To install click the Add extension button. That's it.

The source code for the WIKI 2 extension is being checked by specialists of the Mozilla Foundation, Google, and Apple. You could also do it yourself at any point in time.

4,5
Kelly Slayton
Congratulations on this excellent venture… what a great idea!
Alexander Grigorievskiy
I use WIKI 2 every day and almost forgot how the original Wikipedia looks like.
Live Statistics
English Articles
Improved in 24 Hours
Added in 24 Hours
Languages
Recent
Show all languages
What we do. Every page goes through several hundred of perfecting techniques; in live mode. Quite the same Wikipedia. Just better.
.
Leo
Newton
Brights
Milds

George Carew (priest)

From Wikipedia, the free encyclopedia

George Carew (1497/98–1583) was an English churchman who became Dean of Exeter.[1]

YouTube Encyclopedic

  • 1/1
    Views:
    949
  • Henrietta Maria of France

Transcription

Life

He was the third son of Sir Edmund Carew. He graduated B.A. at Broadgates Hall, Oxford in 1522.[2]

Carew was archdeacon of Totnes from 1534 to 1549, becoming canon of Exeter in 1535 and precentor of Exeter in 1549, and was archdeacon of Exeter from 1556 to 1569. He was dean of Bristol from 5 November 1552, but he was ejected in 1553 under Mary I. He resumed the post on the accession of Elizabeth I in 1558 and filled it until 1571. He was also appointed the same year Dean of the Chapel Royal in succession to the Catholic Thomas Thirlby, a post he held until his death. [3]

He was also dean of Christ Church, Oxford from 1559 to 1561, dean and canon of Windsor from 1560 to 1577 and dean of Exeter in 1571 to 1583.[4]
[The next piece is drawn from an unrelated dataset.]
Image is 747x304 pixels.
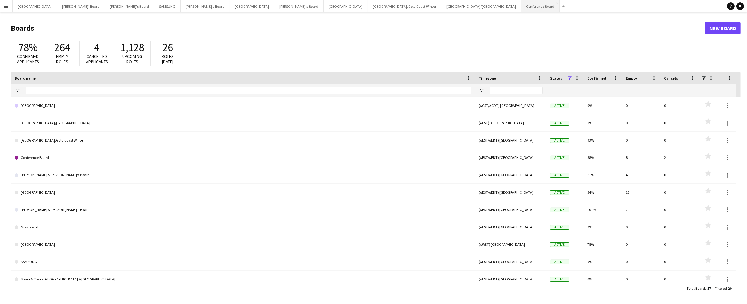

He died on 1 June 1583, and was buried in the church of St. Giles-in-the-Fields.[4]

Family

Monumental brass to Mary Carew (died 1604), Sandford Church, Devon

He married Anne Harvey, daughter of Sir Nicholas Harvey, by whom he had children including:

Speaking against any other daughter than Mary, are two items: her own M.B. calling her the "only sister", and her husband's M.B. calling her the "only daughter".

References

  1. ^ Fasti ecclesiae Anglicanae Vol.1 p.429
  2. ^ Cabell-Chafe Pages 228-254 Alumni Oxonienses 1500-1714
  3. ^ Harley, John. The World of William Byrd: Musicians, Merchants and Magnates.
  4. ^ a b c Lee 1887.

Attribution:  This article incorporates text from a publication now in the public domainLee, Sidney (1887). "Carew, George (1555–1629)". In Stephen, Leslie (ed.). Dictionary of National Biography. Vol. 9. London: Smith, Elder & Co. pp. 51–53.

This page was last edited on 23 July 2023, at 15:14
Basis of this page is in Wikipedia. Text is available under the CC BY-SA 3.0 Unported License. Non-text media are available under their specified licenses. Wikipedia® is a registered trademark of the Wikimedia Foundation, Inc. WIKI 2 is an independent company and has no affiliation with Wikimedia Foundation.